2026 Award Recipient - Morgan Sjogren

BLUFF, UT –  The Ellen Meloy Fund for Desert Writers has chosen Morgan Sjogren of Escalante, Utah, as the recipient of the twenty-second annual Desert Writers Award. A grant of $5,000 will support work on her book, provisionally titled “Desert Maverick.”

Morgan Sjogren

Congratulations to our 2026 award winner, Morgan Sjogren, for her project "Desert Maverick.”

Ms. Sjogren, a Riverside, California, native, arrived at Glen Canyon nine years ago and decided to stay. She currently lives along a Canyon tributary and spends her winters wandering the Sonoran and Mojave deserts. Her 2023 book, Path of Light: A Walk Through Colliding Legacies of Glen Canyon, retraces the early twentieth century archaeololgical and geological expeditions funded by Charles L. Bernheimer through Glen Canyon and what is today the Bears Ears National Monument. Path of Light won the Utah Book Award in 2025, along with other honors.

Her current project, “Desert Maverick,” picks up on the theme of archaeological expeditions, but focuses on the career of a little-known science pioneer, Ann Axtell Morris, who worked alongside her husband, the acclaimed archaeologist Earl Morris, but received little recognition for her contributions to the field. (Earl Morris is said to have been the inspiration for Indiana Jones.) Ann Morris was both an archeologist and an artist who, according to Ms. Sjogren, “recorded cultural sites in the Southwest with her paintbrush, developing groundbreaking methods of pictorial documentation still used today.”

Morris wrote two little-known books about her life and research, which, again in Ms. Sjogren’s words, “challenged the ethics of archaeological practices through reverence for Indigenous peoples.”

Lyons Press of Essex, Connecticut, anticipates publishing “Desert Maverick” in 2028.

Ms. Sjogren intends to use the Meloy Fund grant to visit a series of places where Ann Morris lived and worked. These include Canyon del Muerto on the Navajo Reservation, canyons along the San Juan River, and Morris’s home at Aztec Ruins, New Mexico, now a visitors center and museum. Ms. Sjogren’s travels will culminate in Mancos, Colorado, at the 2026 Pecos Archaeological Conference, which Ann Morris helped found ninety-nine years ago.

Upon receiving word that she had won the Ellen Meloy Award, Ms. Sjogren responded with a reflection: “During long stretches of desert solitude I have turned to books for companionship. I came to view Ellen Meloy as a desert spirit sister along with archaeologist Ann Axtell Morris, whose life I plan to honor in Desert Maverick. Both Meloy and Morris colorfully documented their love for living in the desert with pen and paintbrush. I cherish our shared understanding that we are part of the desert, not separate.”

She continued: “I am beyond grateful for the support of the Ellen Meloy Foundation. It is an honor to be a part of the community of desert authors and their amazing books you have bolstered over the years. My life's course is not rational, but this award reminds me to keep going, and to always trust my instincts in the desert––even if that call is to forge ever deeper to listen to the stories of friendly ghosts.”

In addition to the award winner, the Meloy board named two 2026 Runners-Up: Eleanor Whitney of Yucca Flats, California, for “Total Loss”; and Ceal Klingler of Bishop, California, for “How We Live Together.”

A group of four Meloy Fund board members along with one guest reader comprised the 2026  Awards Committee. The board members included Leanne Benton of Estes Park, Colorado; Sarah Gilman of Winthrop, Washington; Edie Lush of London, England; and Don Snow of Walla Walla, Washington. Ashley Lodato, also of Winthrop, Washington, served as a guest reader.

The Ellen Meloy Fund supports writers whose work reflects the spirit and passion for the desert embodied in Meloy’s writing and in her commitment to a “deep map of place.” Before her untimely death in 2004, Meloy published four books, numerous articles, and radio commentaries. Her last book, Eating Stone, won the John Burroughs Association Medal for 2007.  An earlier work, The Anthropology of Turquoise, was a finalist for the Pulitzer Prize.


From the line with "has width=692, height=332." to the line with "Task: Click on the span: Already", retype every line exactly, including those two, and leave out the rest of the data below.

Stored records:
======
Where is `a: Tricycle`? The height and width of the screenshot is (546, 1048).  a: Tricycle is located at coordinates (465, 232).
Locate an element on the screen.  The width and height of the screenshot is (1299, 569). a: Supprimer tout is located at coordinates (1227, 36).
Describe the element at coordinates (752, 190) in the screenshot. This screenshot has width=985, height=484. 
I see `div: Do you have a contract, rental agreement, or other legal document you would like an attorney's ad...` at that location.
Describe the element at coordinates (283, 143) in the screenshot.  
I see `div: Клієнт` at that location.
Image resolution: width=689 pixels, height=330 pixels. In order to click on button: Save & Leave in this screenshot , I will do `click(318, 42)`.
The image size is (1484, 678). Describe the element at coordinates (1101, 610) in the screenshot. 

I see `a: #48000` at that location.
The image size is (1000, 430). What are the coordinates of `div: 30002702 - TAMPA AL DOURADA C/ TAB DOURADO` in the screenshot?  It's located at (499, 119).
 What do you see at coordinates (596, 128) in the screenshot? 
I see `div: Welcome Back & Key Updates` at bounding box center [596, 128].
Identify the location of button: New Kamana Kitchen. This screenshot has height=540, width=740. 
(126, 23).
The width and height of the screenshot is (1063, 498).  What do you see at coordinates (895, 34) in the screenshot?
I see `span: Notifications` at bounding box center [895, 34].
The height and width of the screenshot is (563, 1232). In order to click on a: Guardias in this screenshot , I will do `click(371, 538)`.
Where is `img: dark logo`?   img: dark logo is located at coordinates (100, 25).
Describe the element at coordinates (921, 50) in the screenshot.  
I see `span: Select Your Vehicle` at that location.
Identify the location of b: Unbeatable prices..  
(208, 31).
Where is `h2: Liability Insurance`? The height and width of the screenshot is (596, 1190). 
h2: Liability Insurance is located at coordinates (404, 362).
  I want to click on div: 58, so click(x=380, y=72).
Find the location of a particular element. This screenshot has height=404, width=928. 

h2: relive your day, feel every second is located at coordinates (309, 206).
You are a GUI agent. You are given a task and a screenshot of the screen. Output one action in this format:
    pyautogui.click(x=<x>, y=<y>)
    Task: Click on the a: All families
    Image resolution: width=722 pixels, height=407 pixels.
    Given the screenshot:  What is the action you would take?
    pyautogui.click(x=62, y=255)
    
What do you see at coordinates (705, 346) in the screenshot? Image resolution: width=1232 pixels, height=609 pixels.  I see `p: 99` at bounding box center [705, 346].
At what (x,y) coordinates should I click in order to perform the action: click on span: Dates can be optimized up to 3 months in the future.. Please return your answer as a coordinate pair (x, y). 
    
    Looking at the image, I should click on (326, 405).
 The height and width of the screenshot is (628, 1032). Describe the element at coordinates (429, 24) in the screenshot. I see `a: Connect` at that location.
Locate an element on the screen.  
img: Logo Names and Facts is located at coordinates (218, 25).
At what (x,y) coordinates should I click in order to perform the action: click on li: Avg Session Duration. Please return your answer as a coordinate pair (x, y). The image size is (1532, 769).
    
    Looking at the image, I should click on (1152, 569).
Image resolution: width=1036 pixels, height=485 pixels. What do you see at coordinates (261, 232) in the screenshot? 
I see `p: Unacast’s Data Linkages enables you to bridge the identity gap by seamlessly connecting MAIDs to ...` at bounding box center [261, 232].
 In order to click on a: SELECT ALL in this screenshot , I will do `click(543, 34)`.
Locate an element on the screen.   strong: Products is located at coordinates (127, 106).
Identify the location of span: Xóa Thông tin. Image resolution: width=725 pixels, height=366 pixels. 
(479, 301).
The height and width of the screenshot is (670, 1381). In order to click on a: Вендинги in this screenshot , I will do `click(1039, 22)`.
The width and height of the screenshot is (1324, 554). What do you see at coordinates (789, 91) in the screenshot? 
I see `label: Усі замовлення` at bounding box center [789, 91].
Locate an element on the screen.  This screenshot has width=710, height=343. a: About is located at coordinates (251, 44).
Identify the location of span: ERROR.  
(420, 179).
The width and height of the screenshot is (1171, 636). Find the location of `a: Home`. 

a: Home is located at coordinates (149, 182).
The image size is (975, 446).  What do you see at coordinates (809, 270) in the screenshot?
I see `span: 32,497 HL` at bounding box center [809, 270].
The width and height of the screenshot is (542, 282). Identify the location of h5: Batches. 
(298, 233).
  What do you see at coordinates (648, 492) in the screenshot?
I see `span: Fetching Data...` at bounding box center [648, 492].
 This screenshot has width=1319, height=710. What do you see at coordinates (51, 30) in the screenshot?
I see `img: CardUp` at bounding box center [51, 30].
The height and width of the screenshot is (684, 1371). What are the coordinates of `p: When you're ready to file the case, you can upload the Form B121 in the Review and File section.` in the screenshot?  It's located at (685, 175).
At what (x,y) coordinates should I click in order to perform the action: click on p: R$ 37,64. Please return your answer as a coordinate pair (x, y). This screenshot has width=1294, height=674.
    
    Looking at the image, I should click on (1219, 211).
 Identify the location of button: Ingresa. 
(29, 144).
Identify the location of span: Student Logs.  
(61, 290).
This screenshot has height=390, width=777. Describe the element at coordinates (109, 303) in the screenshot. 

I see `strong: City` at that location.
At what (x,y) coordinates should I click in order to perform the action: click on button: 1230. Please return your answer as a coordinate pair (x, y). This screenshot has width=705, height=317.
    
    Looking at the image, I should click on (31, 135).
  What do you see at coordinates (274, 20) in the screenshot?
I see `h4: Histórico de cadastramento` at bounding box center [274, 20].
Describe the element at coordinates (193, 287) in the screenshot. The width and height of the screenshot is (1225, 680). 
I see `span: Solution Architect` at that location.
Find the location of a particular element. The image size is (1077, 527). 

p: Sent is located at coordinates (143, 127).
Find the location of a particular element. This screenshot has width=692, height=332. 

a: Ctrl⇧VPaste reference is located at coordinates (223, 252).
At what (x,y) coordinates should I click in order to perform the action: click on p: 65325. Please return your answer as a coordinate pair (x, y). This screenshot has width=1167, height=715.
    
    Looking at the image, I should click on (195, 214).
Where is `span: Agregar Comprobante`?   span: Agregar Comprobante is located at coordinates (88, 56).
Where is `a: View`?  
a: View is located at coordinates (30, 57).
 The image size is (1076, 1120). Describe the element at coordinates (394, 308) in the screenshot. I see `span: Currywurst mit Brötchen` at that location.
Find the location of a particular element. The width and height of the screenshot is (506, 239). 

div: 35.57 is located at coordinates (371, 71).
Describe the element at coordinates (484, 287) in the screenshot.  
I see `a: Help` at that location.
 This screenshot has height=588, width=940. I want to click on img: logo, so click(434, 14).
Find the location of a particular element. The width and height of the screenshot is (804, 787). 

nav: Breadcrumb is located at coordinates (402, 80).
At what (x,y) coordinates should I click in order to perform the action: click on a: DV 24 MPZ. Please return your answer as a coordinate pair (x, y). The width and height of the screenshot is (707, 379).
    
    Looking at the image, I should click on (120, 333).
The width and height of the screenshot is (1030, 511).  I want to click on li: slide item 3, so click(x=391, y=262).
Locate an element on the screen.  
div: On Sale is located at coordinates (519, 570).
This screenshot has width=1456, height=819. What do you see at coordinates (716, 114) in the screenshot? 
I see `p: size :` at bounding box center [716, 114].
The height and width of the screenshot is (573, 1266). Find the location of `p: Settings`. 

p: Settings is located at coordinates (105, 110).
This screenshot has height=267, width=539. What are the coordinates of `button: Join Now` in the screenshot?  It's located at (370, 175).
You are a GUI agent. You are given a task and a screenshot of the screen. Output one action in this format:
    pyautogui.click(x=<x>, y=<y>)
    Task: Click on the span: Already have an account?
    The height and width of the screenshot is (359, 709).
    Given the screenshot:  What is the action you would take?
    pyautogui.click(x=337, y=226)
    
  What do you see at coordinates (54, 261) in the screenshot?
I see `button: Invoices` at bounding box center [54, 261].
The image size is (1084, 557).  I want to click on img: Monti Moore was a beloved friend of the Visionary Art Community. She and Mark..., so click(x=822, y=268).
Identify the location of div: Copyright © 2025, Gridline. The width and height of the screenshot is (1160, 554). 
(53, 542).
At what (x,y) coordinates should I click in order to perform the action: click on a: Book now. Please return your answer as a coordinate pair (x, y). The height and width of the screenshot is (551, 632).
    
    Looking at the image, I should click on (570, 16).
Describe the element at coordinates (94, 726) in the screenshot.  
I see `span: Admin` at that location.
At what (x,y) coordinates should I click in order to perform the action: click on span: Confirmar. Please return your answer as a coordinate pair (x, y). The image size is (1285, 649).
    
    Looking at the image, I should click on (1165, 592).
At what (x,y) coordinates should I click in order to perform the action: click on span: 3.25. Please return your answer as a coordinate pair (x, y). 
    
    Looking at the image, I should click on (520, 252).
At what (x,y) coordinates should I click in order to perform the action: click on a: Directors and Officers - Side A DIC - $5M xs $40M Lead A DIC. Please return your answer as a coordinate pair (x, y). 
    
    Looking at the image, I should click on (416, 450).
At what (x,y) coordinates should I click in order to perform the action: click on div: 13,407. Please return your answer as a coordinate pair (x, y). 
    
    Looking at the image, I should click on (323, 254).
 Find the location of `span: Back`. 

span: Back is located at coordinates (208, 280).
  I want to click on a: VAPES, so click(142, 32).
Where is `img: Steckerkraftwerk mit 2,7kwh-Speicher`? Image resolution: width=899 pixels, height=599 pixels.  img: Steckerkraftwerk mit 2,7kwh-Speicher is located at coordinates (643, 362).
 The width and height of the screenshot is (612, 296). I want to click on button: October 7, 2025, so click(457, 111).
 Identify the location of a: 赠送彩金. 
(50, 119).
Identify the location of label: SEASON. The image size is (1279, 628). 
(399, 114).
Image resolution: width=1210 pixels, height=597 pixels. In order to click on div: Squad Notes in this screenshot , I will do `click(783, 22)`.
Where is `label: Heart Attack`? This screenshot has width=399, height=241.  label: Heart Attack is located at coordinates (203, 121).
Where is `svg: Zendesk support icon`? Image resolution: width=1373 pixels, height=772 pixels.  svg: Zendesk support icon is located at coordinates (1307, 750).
======
- Solution for this task:
Find the location of a particular element. This screenshot has width=692, height=332. 

a: Ctrl⇧VPaste reference is located at coordinates (223, 252).
At what (x,y) coordinates should I click in order to perform the action: click on p: 65325. Please return your answer as a coordinate pair (x, y). This screenshot has width=1167, height=715.
    
    Looking at the image, I should click on (195, 214).
Where is `span: Agregar Comprobante`?   span: Agregar Comprobante is located at coordinates (88, 56).
Where is `a: View`?  
a: View is located at coordinates (30, 57).
 The image size is (1076, 1120). Describe the element at coordinates (394, 308) in the screenshot. I see `span: Currywurst mit Brötchen` at that location.
Find the location of a particular element. The width and height of the screenshot is (506, 239). 

div: 35.57 is located at coordinates (371, 71).
Describe the element at coordinates (484, 287) in the screenshot.  
I see `a: Help` at that location.
 This screenshot has height=588, width=940. I want to click on img: logo, so click(434, 14).
Find the location of a particular element. The width and height of the screenshot is (804, 787). 

nav: Breadcrumb is located at coordinates (402, 80).
At what (x,y) coordinates should I click in order to perform the action: click on a: DV 24 MPZ. Please return your answer as a coordinate pair (x, y). The width and height of the screenshot is (707, 379).
    
    Looking at the image, I should click on (120, 333).
The width and height of the screenshot is (1030, 511).  I want to click on li: slide item 3, so click(x=391, y=262).
Locate an element on the screen.  
div: On Sale is located at coordinates (519, 570).
This screenshot has width=1456, height=819. What do you see at coordinates (716, 114) in the screenshot? 
I see `p: size :` at bounding box center [716, 114].
The height and width of the screenshot is (573, 1266). Find the location of `p: Settings`. 

p: Settings is located at coordinates (105, 110).
This screenshot has height=267, width=539. What are the coordinates of `button: Join Now` in the screenshot?  It's located at (370, 175).
You are a GUI agent. You are given a task and a screenshot of the screen. Output one action in this format:
    pyautogui.click(x=<x>, y=<y>)
    Task: Click on the span: Already have an account?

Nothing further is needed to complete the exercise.